In its place hung a woven charm of crimson thread.
She followed my gaze. "Do you like it?" she asked. "You're the one who gave it to me, remember?"
My chest went cold. "I… gave that to you?"
"Of course." She laughed lightly. "You made it when we met. You said it would bring luck. Have you forgotten already?"
Forgotten.
The word struck something deep within me — a chord of unease, a vibration beneath the ribs.
This was no simple illusion. The story had changed again. The lines had been rewritten — characters adjusted, memories replaced.
But not for me.
I could still remember the version before — the version where the river flowed east, where Sera did not exist, where Elyndra's pendant was silver and cold.
Now, only I carried those memories.
And that meant only one thing —
The Author was editing.
By noon, the entire village pulsed with false familiarity.
Every corner had been rewritten to perfection.
The scars on walls had vanished, replaced by intricate carvings of symbols I didn't understand.

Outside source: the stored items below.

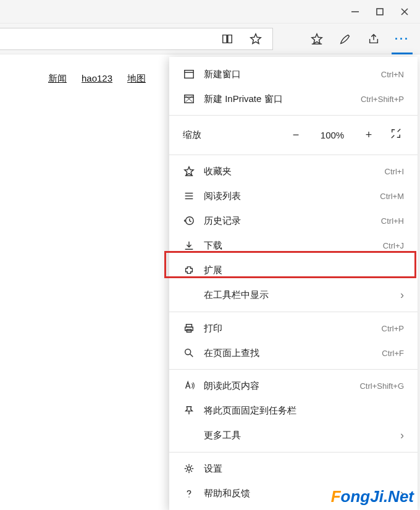  I want to click on zoom-value: 100%, so click(332, 135).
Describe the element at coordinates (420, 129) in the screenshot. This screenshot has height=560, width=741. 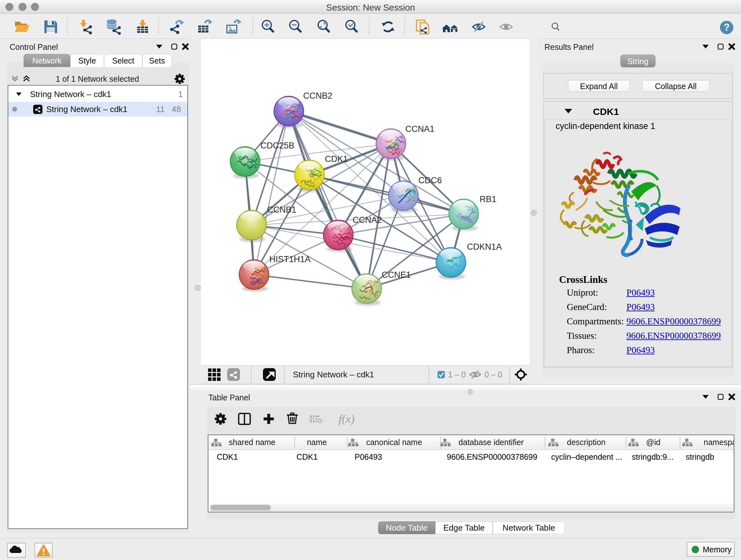
I see `svg-text: CCNA1` at that location.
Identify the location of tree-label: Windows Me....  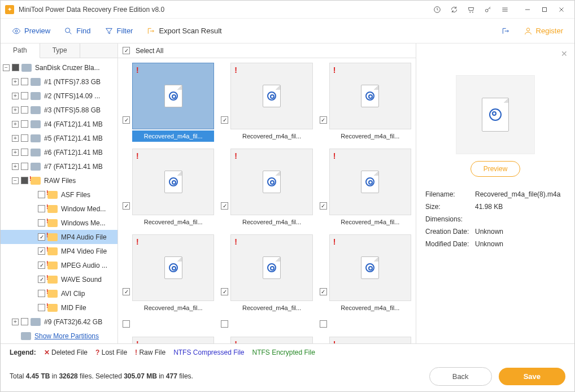
(84, 223).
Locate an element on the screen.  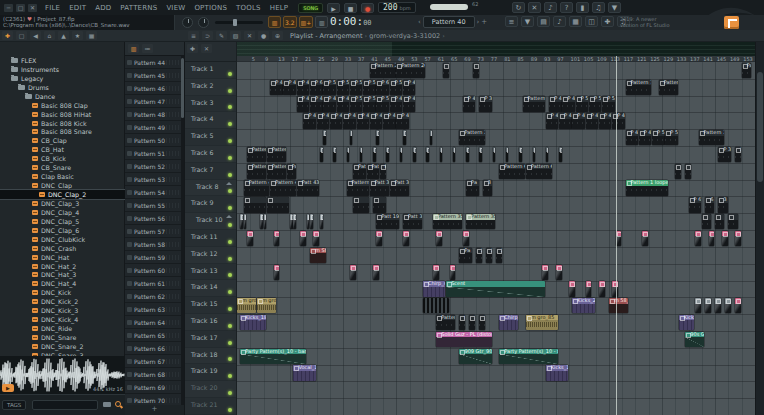
browser-icon: ♪ is located at coordinates (560, 22).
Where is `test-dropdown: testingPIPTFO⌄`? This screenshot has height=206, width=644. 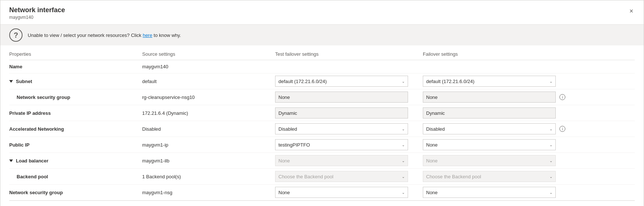 test-dropdown: testingPIPTFO⌄ is located at coordinates (342, 145).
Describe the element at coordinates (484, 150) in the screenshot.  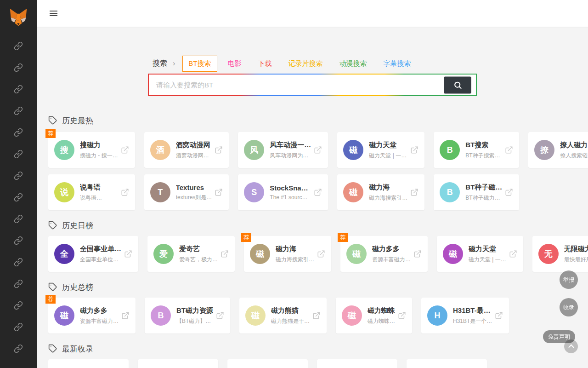
I see `card-text: BT搜索 BT种子搜索…` at that location.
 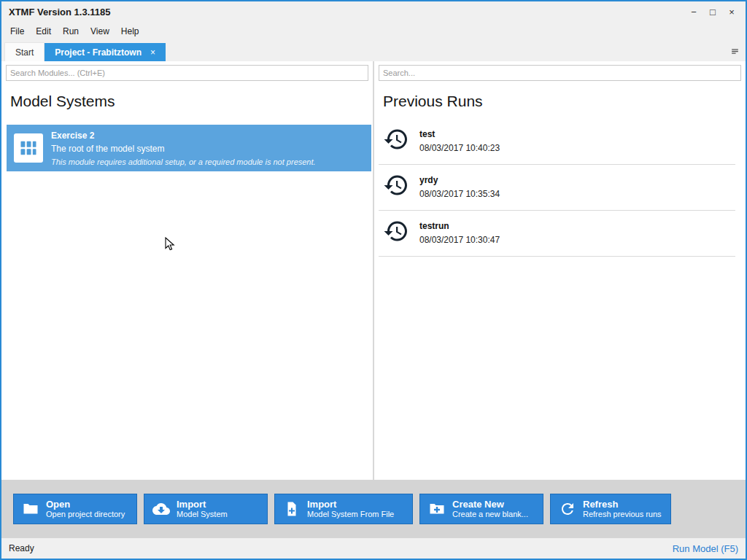 I want to click on cloud-download-icon, so click(x=161, y=509).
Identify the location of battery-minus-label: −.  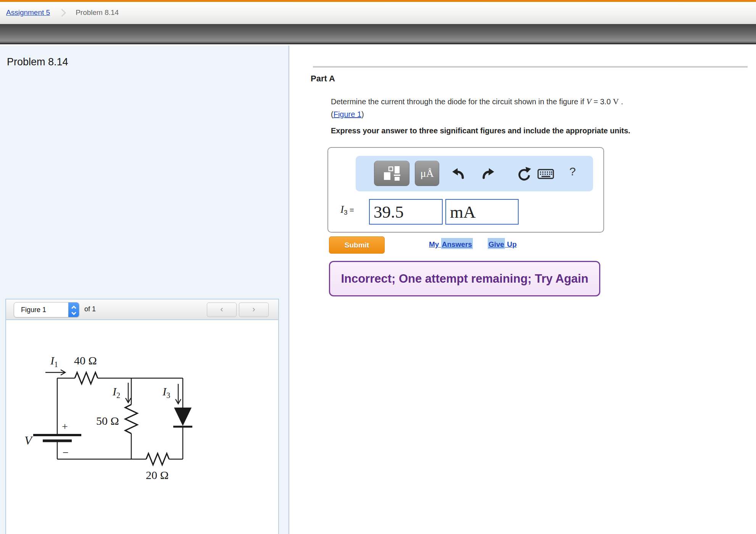
(66, 452).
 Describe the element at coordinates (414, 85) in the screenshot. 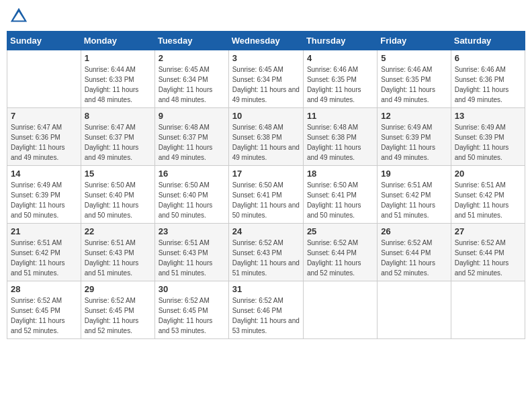

I see `day-info: Sunrise: 6:46 AMSunset: 6:35 PMDaylight:…` at that location.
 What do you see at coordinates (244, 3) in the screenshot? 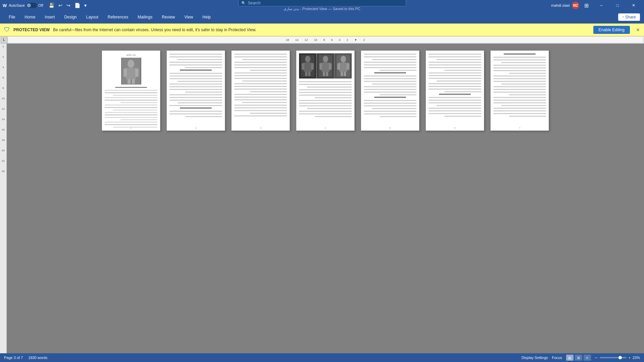
I see `search-icon: 🔍` at bounding box center [244, 3].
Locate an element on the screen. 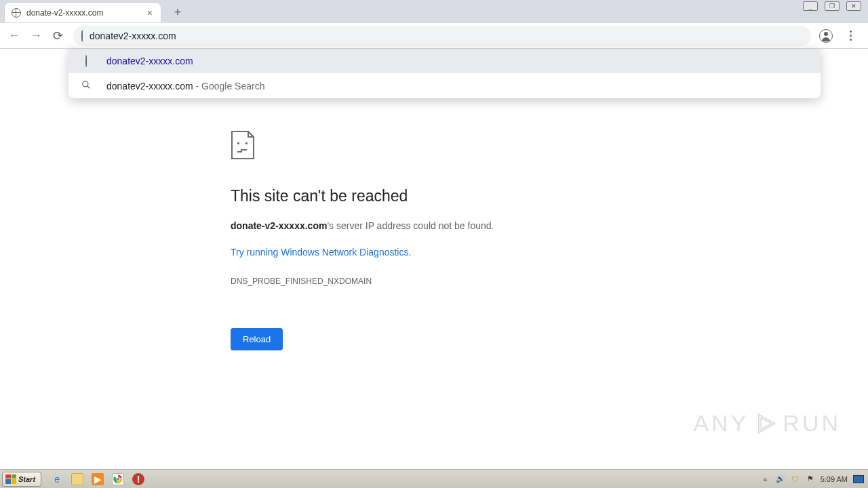 The image size is (868, 488). tray-shield-icon: 🛡 is located at coordinates (795, 479).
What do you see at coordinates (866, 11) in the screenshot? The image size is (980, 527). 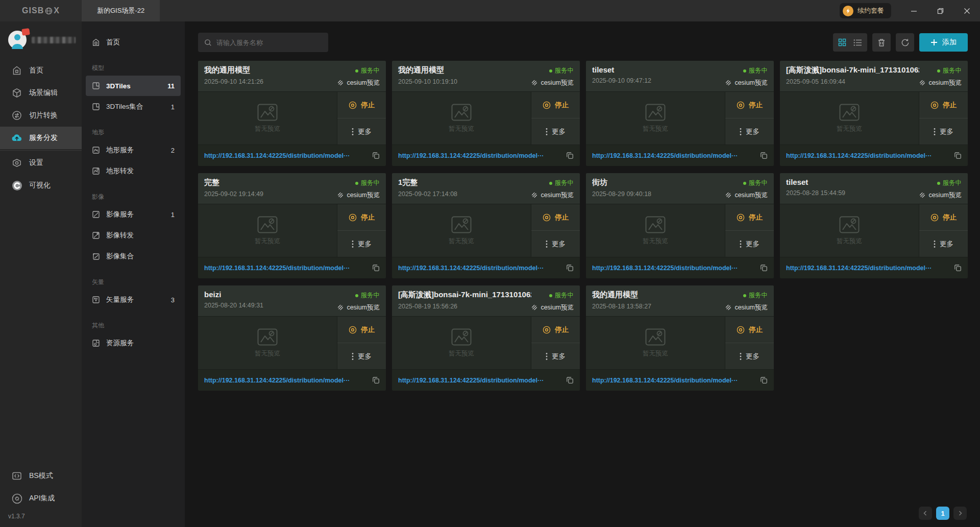 I see `renew-plan-button: 续约套餐` at bounding box center [866, 11].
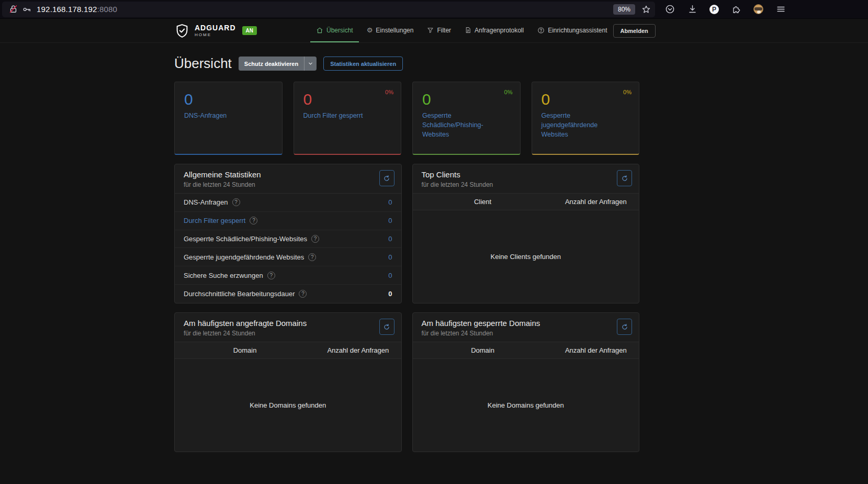  I want to click on column-header-client: Client, so click(483, 202).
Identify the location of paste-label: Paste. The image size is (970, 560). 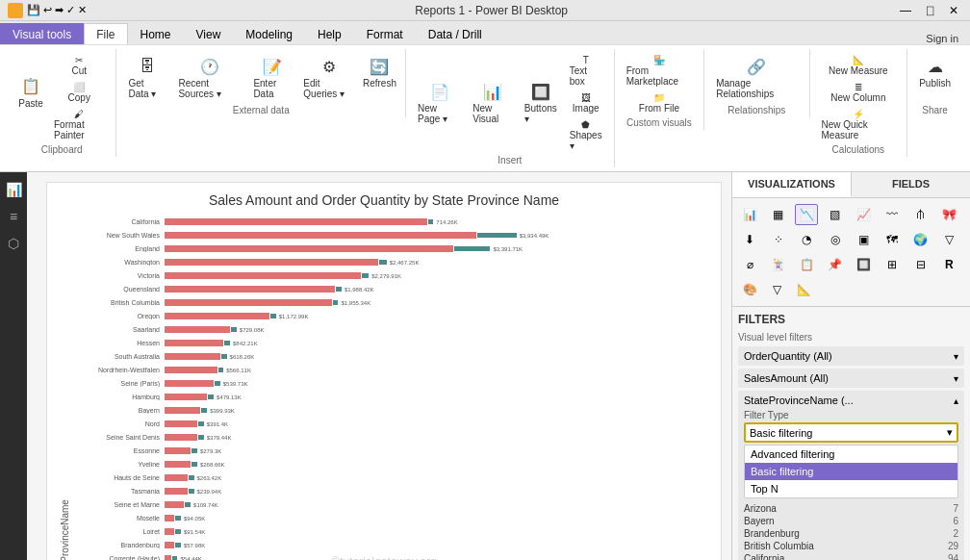
(31, 104).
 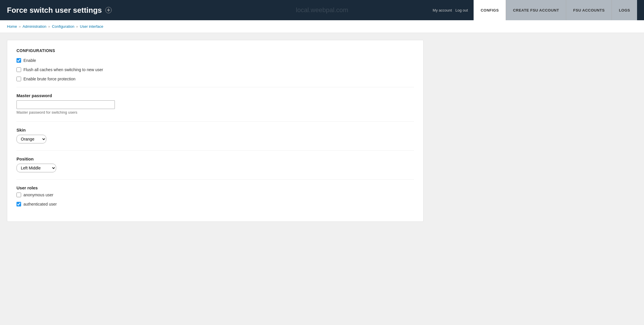 What do you see at coordinates (63, 70) in the screenshot?
I see `checkbox-text-flush-caches: Flush all caches when switching to new u…` at bounding box center [63, 70].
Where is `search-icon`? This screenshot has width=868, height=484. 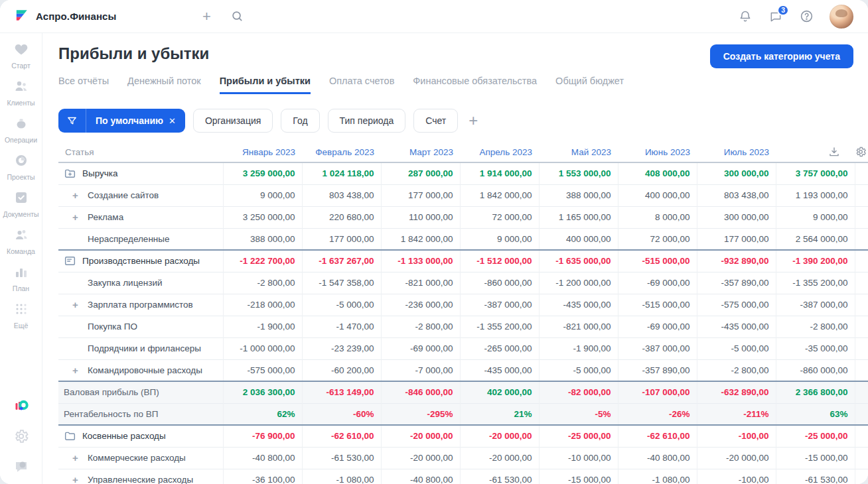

Children played games I had never seen before, yet I could name their rules without trying.
Reality had been retouched, smoothed over like a sentence rewritten until it lost its original meaning.
And the people — the people were unaware.
They moved through this new script without resistance, like actors unaware their lines had changed overnight.
Elyndra spoke of things that had never happened — markets I'd never visited, journeys we'd never taken, laughter we'd never shared. And yet, her eyes shone with conviction. To her, they were memories as real as breath.
I began to feel dizzy. My head throbbed with overlapping truths. Two realities — the old and the new — pressed against each other inside my skull like mirrors trying to occupy the same space.
And from somewhere above — unseen but undeniable — I felt the gaze again.
The same one that had written the void into land.
The Author was watching.
That night, sleep would not come.
I lay beneath Elyndra's roof, staring at the faint cracks in the ceiling that weren't there yesterday. My heart beat too loudly, too human, too real for a world that was now only half-truth.
When the wind passed through the shutters, I heard it again — the scratching sound, faint and rhythmic. Not outside. Not in the room. But through it.
A pen, dragging itself across invisible parchment.
Writing.
Or worse — rewriting.
I rose and followed the sound, my feet carrying me through the hut's door into the night.
The village was silent. Every fire had gone out, every shadow fixed in place as though time itself had been paused for revision.
Then I saw it — faint, almost hidden — letters forming in the air above the river's surface.
Lines of glowing script, written by an unseen hand.
They wrote in silence, curling across the darkness:
"At dawn, the stranger will forget this fear.
He will remember only what the world remembers."
I took a step back, breath ragged.
The words shimmered — then bled into the water and vanished.
For a moment, I thought I had imagined it. But then, faintly, I heard Elyndra's voice behind me.
"Carten," she whispered. "Why are you awake?"
I turned. Her eyes were distant — not her own. For a second, her outline flickered, as if the ink of her existence had not yet dried.
And then she smiled. "You look frightened. Did you have a bad dream?"
"No," I said quietly. "I'm still inside one."
The next morning, I woke to the smell of bread — warm, unfamiliar. The village was buzzing with life again, unchanged, perfect.
And yet when I went to the river, it no longer flowed backward.
It flowed the right way.
Or perhaps… the new right way.
When I asked Elyndra about the carvings on the village walls, she laughed.
"There've always been carvings, silly. You noticed them yesterday."
But I hadn't.
Not in my yesterday.
I realized, with a growing chill, that I was no longer living a story being written.
I was living inside one being revised.
And the revisions never stopped.
That night, as I sat alone by the dying embers of the hearth, I whispered to the dark,
"Are you still watching?"
The silence replied with a faint scratch — the sound of a quill turning the page.
And somewhere far beyond sight, I knew the Author smiled.
Because the world had already begun to change again.